Cruddy - Lynda Barry [27]
In my restricted life there has not been much opportunity for the exhilaration. The mother has given me a type of exhilaration by throwing sharp things at me, screaming about the various ways she is going to kill me, but it’s not the same thing at all. I never feel better afterwards. There is never any relief that comes from it except maybe to her.
I can hear the trains from my bedroom window at night, but I have never walked to find them. In my restricted life I have not been allowed to actually go anywhere except school.
I have had nightmares about the coal-car train. The truth of what happened roars back to mind, the father’s flesh gives way between my teeth, his fist knocks me down, his blood splatters across the dirt. Back-splatter. It’s one thing the evidence people look for at the crime scene.
The father broke the door to the Poky Dot Lounge. He needed a cigarette bad. He needed Old Skull Popper, and a tank of gas, but most of all cigarettes, and there could be other things he needed depending on what he found inside.
I was stationed at the door to watch for trouble. The sun went down and the world stood empty. No dust stirred anywhere.
The father said, “Clyde, give me a hand. You see a goddamned light switch anywhere?”
There was a pull string that brought a bare bulb to life. The place smelled hard of pee and the walls were filthy. Someone had gone insane with a spray can, blasting out dripping dots of paint on the rough walls and sagging ceiling.
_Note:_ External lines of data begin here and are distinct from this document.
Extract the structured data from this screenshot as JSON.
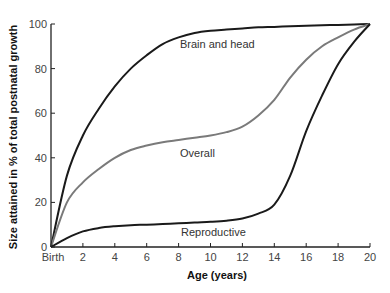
{
  "chart_data": {
    "type": "line",
    "title": "",
    "xlabel": "Age (years)",
    "ylabel": "Size attained in % of total postnatal growth",
    "xlim": [
      0,
      20
    ],
    "ylim": [
      0,
      100
    ],
    "grid": false,
    "legend": "inline labels on curves",
    "x_ticks": [
      {
        "value": 0,
        "label": "Birth"
      },
      {
        "value": 2,
        "label": "2"
      },
      {
        "value": 4,
        "label": "4"
      },
      {
        "value": 6,
        "label": "6"
      },
      {
        "value": 8,
        "label": "8"
      },
      {
        "value": 10,
        "label": "10"
      },
      {
        "value": 12,
        "label": "12"
      },
      {
        "value": 14,
        "label": "14"
      },
      {
        "value": 16,
        "label": "16"
      },
      {
        "value": 18,
        "label": "18"
      },
      {
        "value": 20,
        "label": "20"
      }
    ],
    "y_ticks": [
      {
        "value": 0,
        "label": "0"
      },
      {
        "value": 20,
        "label": "20"
      },
      {
        "value": 40,
        "label": "40"
      },
      {
        "value": 60,
        "label": "60"
      },
      {
        "value": 80,
        "label": "80"
      },
      {
        "value": 100,
        "label": "100"
      }
    ],
    "x": [
      0,
      1,
      2,
      3,
      4,
      5,
      6,
      7,
      8,
      9,
      10,
      11,
      12,
      13,
      14,
      15,
      16,
      17,
      18,
      19,
      20
    ],
    "series": [
      {
        "name": "Brain and head",
        "color": "#1a1a1a",
        "values": [
          0,
          32,
          50,
          62,
          72,
          80,
          86,
          91,
          94,
          96,
          97,
          97.5,
          98,
          98.5,
          98.7,
          99,
          99.2,
          99.4,
          99.6,
          99.8,
          100
        ]
      },
      {
        "name": "Overall",
        "color": "#7a7a7a",
        "values": [
          0,
          20,
          29,
          35,
          40,
          43.5,
          45.5,
          47,
          48,
          49,
          50,
          51.5,
          54,
          59,
          66,
          76,
          84,
          90,
          94,
          97.5,
          100
        ]
      },
      {
        "name": "Reproductive",
        "color": "#1a1a1a",
        "values": [
          0,
          4,
          7,
          8.5,
          9.3,
          9.8,
          10,
          10.3,
          10.6,
          11,
          11.3,
          11.8,
          12.8,
          15,
          19,
          32,
          52,
          68,
          82,
          92,
          100
        ]
      }
    ],
    "annotations": [
      {
        "text": "Brain and head",
        "x": 7.9,
        "y": 91
      },
      {
        "text": "Overall",
        "x": 8.0,
        "y": 40
      },
      {
        "text": "Reproductive",
        "x": 8.1,
        "y": 5
      }
    ]
  },
  "labels": {
    "ylabel": "Size attained in % of total postnatal growth",
    "xlabel": "Age (years)",
    "brain": "Brain and head",
    "overall": "Overall",
    "reproductive": "Reproductive"
  }
}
There was a short bar, a couple of stools with cracked vinyl tops, a pool table with a grease spot in the middle the size of a man, and a nasty-looking blanket. And there was a record player. A kid’s record player, the kind that plays 45s. There was one record. Hugo Winterhalter and his orchestra doing “Canadian Sunset.” I switched the record player on and it spun. When I put the needle down the sound of sudden music made the father jump. He said, “Jesus! Give a man some warning!”
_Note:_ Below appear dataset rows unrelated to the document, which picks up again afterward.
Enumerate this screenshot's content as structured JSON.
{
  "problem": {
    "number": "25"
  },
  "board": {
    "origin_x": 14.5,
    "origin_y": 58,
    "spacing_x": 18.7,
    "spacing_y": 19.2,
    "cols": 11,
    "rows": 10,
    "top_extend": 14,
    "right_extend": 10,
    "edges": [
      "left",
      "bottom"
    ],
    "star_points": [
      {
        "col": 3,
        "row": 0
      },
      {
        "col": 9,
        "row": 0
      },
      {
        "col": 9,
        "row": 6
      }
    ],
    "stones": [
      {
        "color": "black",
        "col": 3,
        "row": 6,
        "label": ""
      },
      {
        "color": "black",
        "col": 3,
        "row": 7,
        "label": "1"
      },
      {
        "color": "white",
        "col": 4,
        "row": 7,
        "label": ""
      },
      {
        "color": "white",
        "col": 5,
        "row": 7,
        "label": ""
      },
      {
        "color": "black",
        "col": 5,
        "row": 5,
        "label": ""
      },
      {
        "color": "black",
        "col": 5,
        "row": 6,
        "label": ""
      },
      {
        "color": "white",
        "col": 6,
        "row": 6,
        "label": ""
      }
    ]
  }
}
It was strange to stand in such a decrepit place listening to the sounds of pianos and violins. The father was getting frustrated. “This place is such a shit hole. Goddamn train bums. I don’t know why I wasted my time beating that front door open because the back door ain’t even attached. Always walk around a place before you bust into it, Clyde. Remember that.”
The father gave up hope of finding anything he could use. He said bums were better scroungers than the civilized man. He said he was surprised the record was still there. He handed it to me. “Want it? Keep it. It’s yours. Shows I don’t got no hard feelings against you, but you try another trick like that and I’ll flay you in six pieces and drag you behind the car.”
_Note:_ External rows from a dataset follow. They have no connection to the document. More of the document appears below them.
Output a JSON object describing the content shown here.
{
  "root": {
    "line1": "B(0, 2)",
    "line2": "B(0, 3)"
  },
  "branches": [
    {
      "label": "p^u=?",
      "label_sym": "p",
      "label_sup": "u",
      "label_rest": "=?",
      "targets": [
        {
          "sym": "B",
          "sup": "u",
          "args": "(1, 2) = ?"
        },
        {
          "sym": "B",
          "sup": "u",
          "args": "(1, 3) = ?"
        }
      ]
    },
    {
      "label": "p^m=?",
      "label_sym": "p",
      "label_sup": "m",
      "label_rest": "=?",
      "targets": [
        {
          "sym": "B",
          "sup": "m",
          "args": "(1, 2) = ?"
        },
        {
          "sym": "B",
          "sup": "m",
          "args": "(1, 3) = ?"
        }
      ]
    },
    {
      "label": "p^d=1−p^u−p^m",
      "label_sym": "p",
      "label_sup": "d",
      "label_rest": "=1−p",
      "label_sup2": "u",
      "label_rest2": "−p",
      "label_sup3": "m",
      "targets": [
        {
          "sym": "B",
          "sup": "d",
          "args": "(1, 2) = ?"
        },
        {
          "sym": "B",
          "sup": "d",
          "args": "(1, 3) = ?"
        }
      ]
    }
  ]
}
He took a last look around the room. “Firetrap. Nobody would miss this place.” The father made a high pile of burnables and threw on a match.
Don’t ever disappoint the father when he needs something. Ever. You see what happened to the Poky Dot Lounge.
Chapter 15
O,” SAID Vicky Talluso. “You ready to meet him?” We were cutting through different back ways, different alleyways, heading to her house. I said, “Who?”
“Him. The future love of your life.”
“Oh.” I shrugged. I was feeling tired. Still floaty from the Creeper but it was a downward float. What I really wanted to do was sit down somewhere and just stare. I didn’t care at what. My legs were feeling rubbery and Vicky Talluso was starting to get on my nerves. I hadn’t known her very long but I already noticed she never asked a question without expecting a specific answer. She never asked, for example, a free-form question, like what was your opinion on something, or for more details about something you mentioned about yourself, like how you killed someone. And then I realized I hadn’t asked her any questions either. I tried to think of one but nothing came.